The 'lucrative' practice ignores 'emotional repercussions': Morgan Jerkins
By Neal Colgrass,  Newser Staff
Posted Sep 7, 2015 3:46 PM CDT

Already think we're hypersexualizing our child celebrities? Then sigh and consider Tyga's latest video, "Stimulated," which all but confirms that he's dating just-turned-18 Kylie Jenner: "While many in the media—especially the celebrity media—has treated the story as racy gossip, a grown man having sex with a minor isn’t romantic, cute or 'scandalous,'" writes Morgan Jerkins at Quartz. He calls the "fairly explicit" song by Tyga, a 25-year-old father of one, another example of how underage celebs are packaged "for our consumption and entertainment with little thought to the emotional repercussions." (Tyga brags in the song, "They say she young/ She should have waited/ She a big girl, dawg, when she stimulated.")

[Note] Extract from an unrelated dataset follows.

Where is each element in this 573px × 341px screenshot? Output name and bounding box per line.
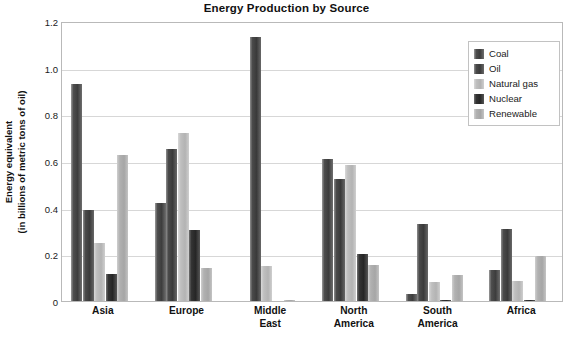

Jerkins accuses magazines and newspapers of playing "a significant role in the sexualization of children," noting 15-year-old Brooke Shields' controversial "Nothing comes between me and my Calvins" 1981 ad for Calvin Klein (revisited here by Advertising Age) and 17-year-old Britney Spears' Rolling Stone cover in a bra in 1999. But stardom makes child celebrities especially prone to predators—just look at Corey Feldman's memoir, Coreyography, which chronicled his sexual abuse by older men in show business. "Yes, celebrities are selling products" and can enjoy "incredibly lucrative results," writes Jerkins. "However, we cannot consume an adult celebrity in the same way that we do a young boy or girl, whether or not they tell us it’s okay." (More celebrities stories.)